- Exercise goal: The line with "Locate an element on the screen. Image" and each line following it, up to the final line of the data, should be set down exactly; pictures stay out.

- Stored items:
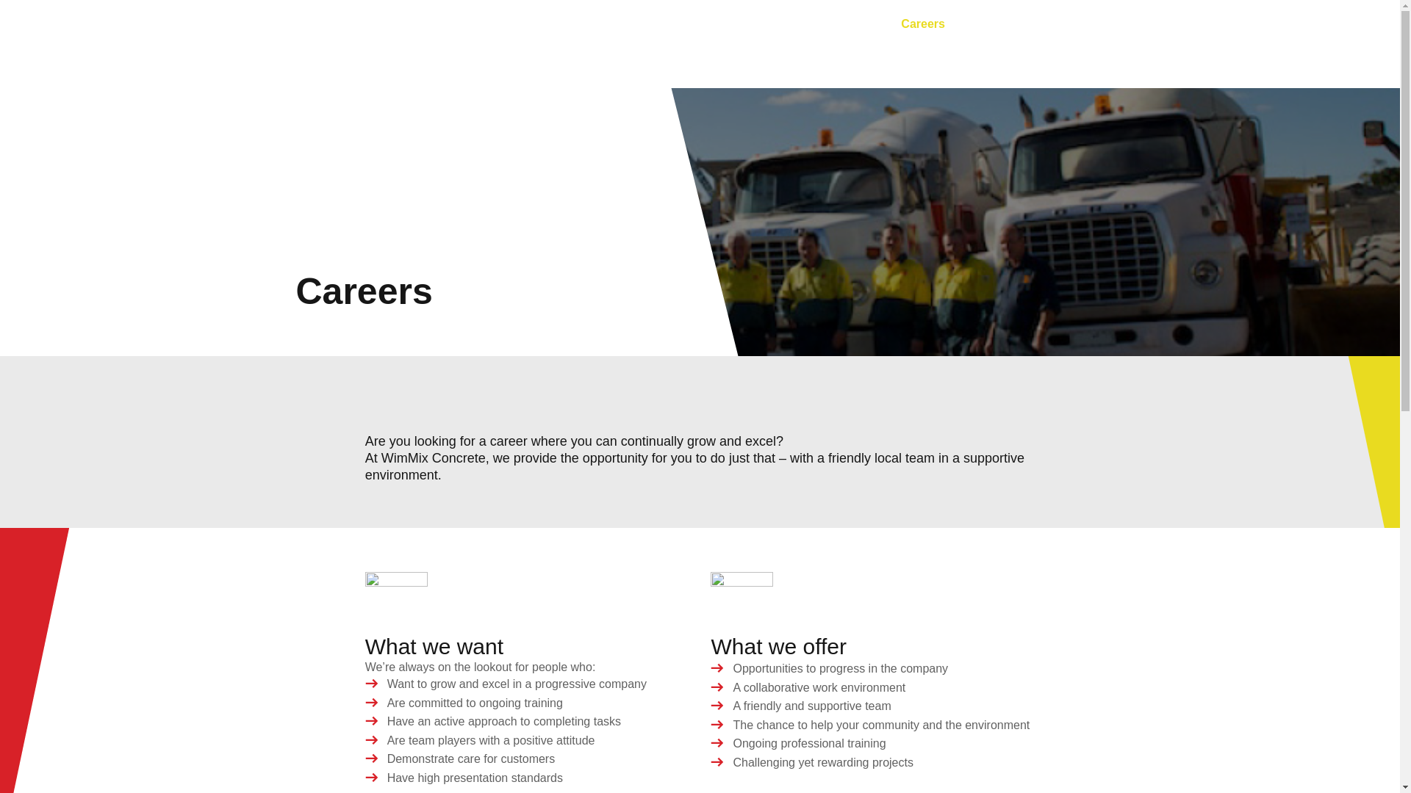 The height and width of the screenshot is (793, 1411). What do you see at coordinates (742, 595) in the screenshot?
I see `careers-icon-2` at bounding box center [742, 595].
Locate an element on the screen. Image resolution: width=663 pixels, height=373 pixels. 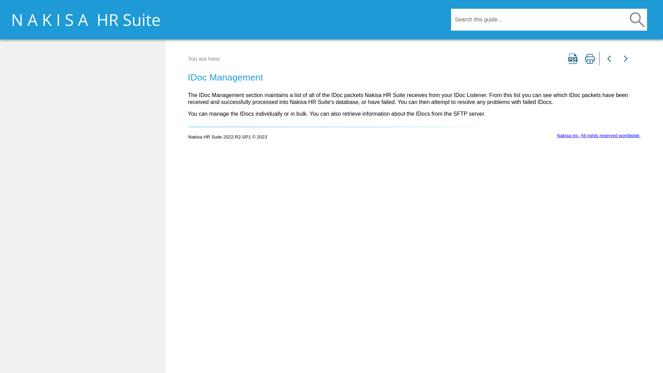
All rights reserved worldwide. is located at coordinates (611, 135).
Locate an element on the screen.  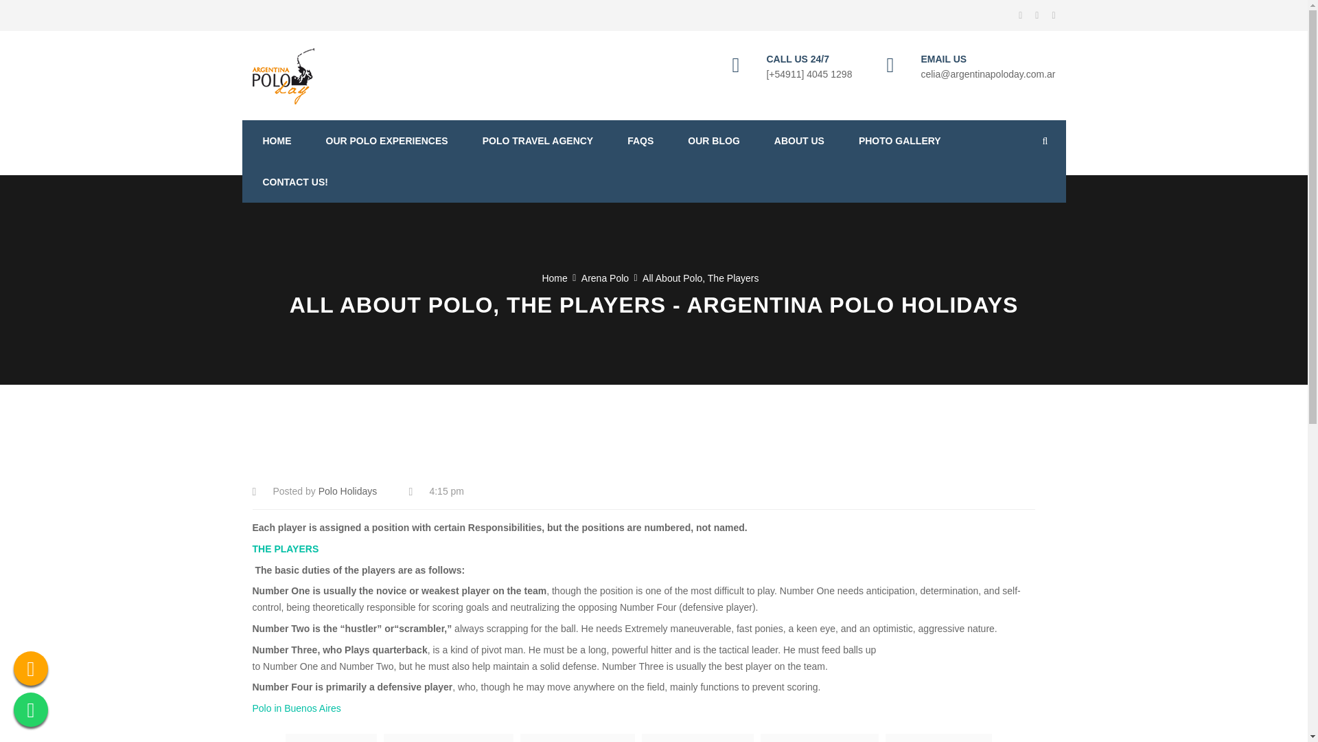
Polo Travel Agency is located at coordinates (538, 140).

- Response to this task:
Locate an element on the screen. Image resolution: width=663 pixels, height=373 pixels. 
All rights reserved worldwide. is located at coordinates (611, 135).
Locate an element on the screen.  
Polo Travel Agency is located at coordinates (538, 140).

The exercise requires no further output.